In Diyarbakir to the east, Sebahat Varli, 32, and her son Serhat were rescued and taken to hospital on Friday morning, 100 hours after the quake.
Across the border in Syria, rescuers from the White Helmets group used their hands to dig though plaster and cement until reaching the bare foot of a young girl, still wearing pink pajamas, grimy but alive and free.
But hopes were fading that many more would be found alive.
In the Syrian town of Jandaris, Naser al-Wakaa sobbed as he sat on the pile of rubble and twisted metal that had been his family’s home, burying his face in the baby clothes that had belonged to one of his children.

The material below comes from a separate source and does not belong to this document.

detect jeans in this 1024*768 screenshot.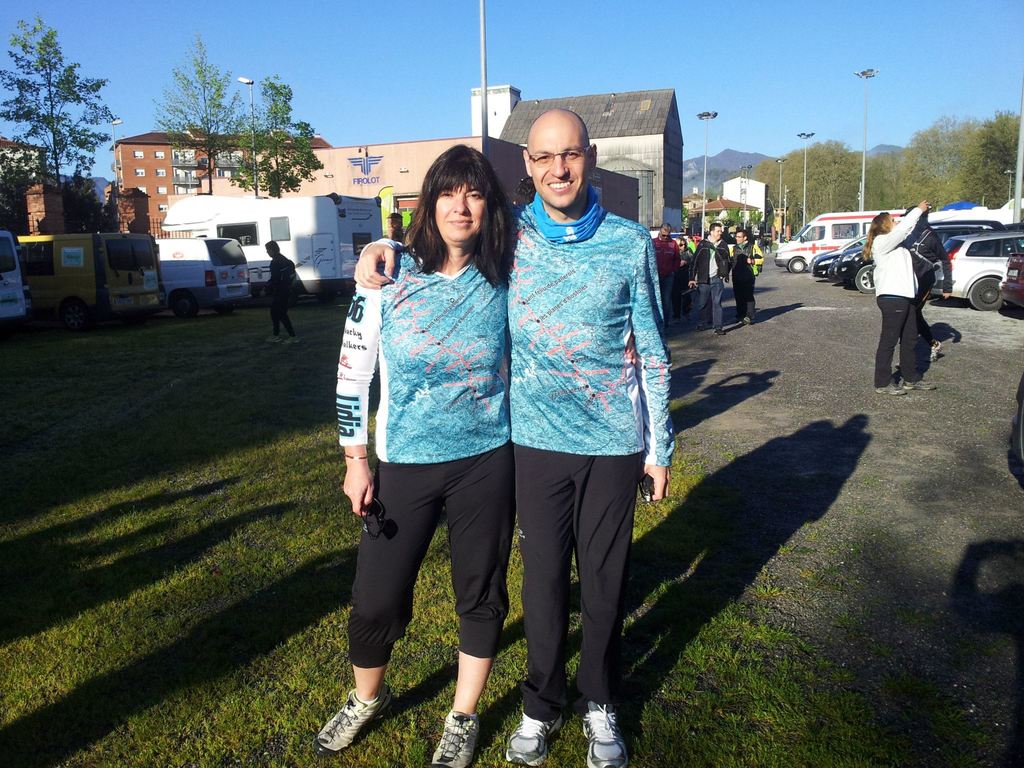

A rescuer with a sniffer dog searches in a destroyed building in Antakya, southeastern Turkey, on Friday. Credit:
“Bilal, oh Bilal,” he wailed, shouting the name of one of his dead children.
The death toll from the 7.8 magnitude earthquake and several powerful aftershocks across both countries has surpassed the more than 17,000 killed in 1999 when a similarly powerful earthquake hit northwest Turkey.
It now ranks as the seventh most deadly natural disaster this century, ahead of Japan’s 2011 tremor and tsunami and approaching the 31,000 killed by a quake in neighbouring Iran in 2003.
The death toll in Turkey rose to 19,388 on Friday, Erdogan said. In Syria, more than 3,300 have been killed. Many more people remain under rubble.
Some 24.4 million people in Syria and Turkey have been affected, according to Turkish officials and the United Nations, in an area spanning roughly 450 km from Adana in the west to Diyarbakir in the east. In Syria, people were killed as far south as Hama, 250 km from the epicentre.
Many people have set up shelters in supermarket car parks, mosques, roadsides or amid the ruins. Survivors are often desperate for food, water and heat.
The United Nations had pushed for aid to flow more freely into Syria, especially into the northwest, where it estimated more than 4 million people already needed before the quake.
Dozens of planeloads of aid have arrived in areas held by Assad’s government since Monday but little has reached the northwest.
On Friday, 14 trucks carrying humanitarian aid crossed into northern Syria from Turkey, the International Organisation for Migration in Geneva said. They carried electric heaters, tents, blankets and other items.